How REST Errors Surface
The SDK uses axios under the hood for all HTTP requests. When a request fails — whether due to a network problem, an HTTP status outside the 2xx range, or an application-level rejection returned by the Gate.com API — the SDK intercepts the raw axios error insideBaseRestClient.parseException and re-throws a structured object.
The re-thrown error has the following shape:
API credentials (
apiKey, apiSecret) are automatically stripped from the requestOptions field of every thrown error object so they never appear in logs or error reporting tools.Accessing the Gate.com Error Body
Gate.com includes a machine-readablelabel and a human-readable message in every error response. After the SDK processes the exception, both values live under the body property of the thrown object:
Controlling Error Processing with parseExceptions
The parseExceptions option (default: true) controls whether the SDK post-processes raw axios errors into the structured format described above.
| Value | Behaviour |
|---|---|
true (default) | Axios errors are caught and re-thrown as structured objects with code, message, body, and headers. |
false | Raw axios errors bubble up unmodified. You receive an AxiosError instance with error.response?.data containing the Gate.com body. |
Catching Undefined Parameters with strictParamValidation
Setting strictParamValidation: true causes the SDK to throw a synchronous error before the HTTP request is even dispatched if any parameter value is undefined. This is useful during development to catch typos and missing fields early.
Async/Await vs. Promise Chain Patterns
Both patterns work equally well.

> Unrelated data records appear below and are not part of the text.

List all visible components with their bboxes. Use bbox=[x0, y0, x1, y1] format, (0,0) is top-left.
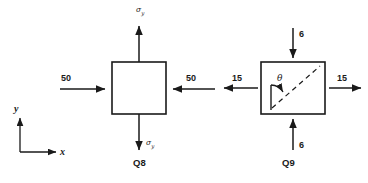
q8-right-load-label: 50 bbox=[186, 74, 196, 83]
stress-element-diagram bbox=[0, 0, 368, 183]
coordinate-axes bbox=[20, 118, 56, 152]
q8-top-sigma-subscript: y bbox=[141, 10, 144, 16]
q8-caption: Q8 bbox=[133, 158, 146, 168]
q8-element-group bbox=[60, 26, 215, 150]
q9-right-load-label: 15 bbox=[337, 74, 347, 83]
figure-canvas: σy σy 50 50 15 15 6 6 θ Q8 Q9 y x bbox=[0, 0, 368, 183]
q8-bottom-sigma-subscript: y bbox=[151, 143, 154, 149]
q8-top-stress-label: σy bbox=[136, 6, 144, 16]
q9-caption: Q9 bbox=[282, 158, 295, 168]
x-axis-label: x bbox=[60, 147, 65, 157]
q9-angle-arc bbox=[271, 85, 283, 92]
q9-element-group bbox=[224, 28, 361, 150]
q8-left-load-label: 50 bbox=[61, 74, 71, 83]
q9-angle-theta-label: θ bbox=[277, 74, 282, 83]
y-axis-label: y bbox=[14, 104, 18, 114]
q9-top-load-label: 6 bbox=[299, 30, 304, 39]
q9-bottom-load-label: 6 bbox=[299, 141, 304, 150]
q8-square bbox=[112, 62, 166, 114]
q8-bottom-stress-label: σy bbox=[146, 139, 154, 149]
q9-left-load-label: 15 bbox=[232, 74, 242, 83]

Choose the one that fits your codebase style.- async/await + try/catch
- .catch() chain
WebSocket Error Events
TheWebsocketClient extends Node.js EventEmitter and exposes error-related events you can listen to for robust error handling:
| Event | When it fires |
|---|---|
exception | The SDK encountered an error — including raw WebSocket transport errors (e.g. connection refused, TLS failure), internal message-processing failures, or an uncaught error thrown inside one of your own event handlers. |
error | Defined in the event type map for forward compatibility; subscribe to exception for active error handling. |
The
exception event fires for all WebSocket error conditions: raw transport errors (onerror), internal SDK processing failures, and uncaught errors thrown inside your own update, response, or authenticated event handlers. This centralises error logging in a single handler.Common Error Scenarios
INVALID_PARAM_VALUE — bad parameter
INVALID_PARAM_VALUE — bad parameter
Gate.com returns this label when a request parameter does not match the expected format or range. Double-check the currency pair format (
BTC_USDT, not BTCUSDT), order side (buy/sell), and numeric precision requirements in the Gate.com API docs.INVALID_KEY — authentication failure
INVALID_KEY — authentication failure
Returned when the
apiKey does not exist, has been revoked, or the request signature is invalid. Verify your key is active in the Gate.com API Key Management console. Also check that your system clock is accurate — Gate.com uses timestamp-based HMAC signing and will reject requests where the timestamp is too far from server time.RATELIMIT — too many requests
RATELIMIT — too many requests
You have exceeded Gate.com’s rate limit for the endpoint. Implement an exponential back-off strategy and consult the Gate.com rate limit documentation for per-endpoint limits. The HTTP
code in the SDK error will be 429.Network timeout (no e.body)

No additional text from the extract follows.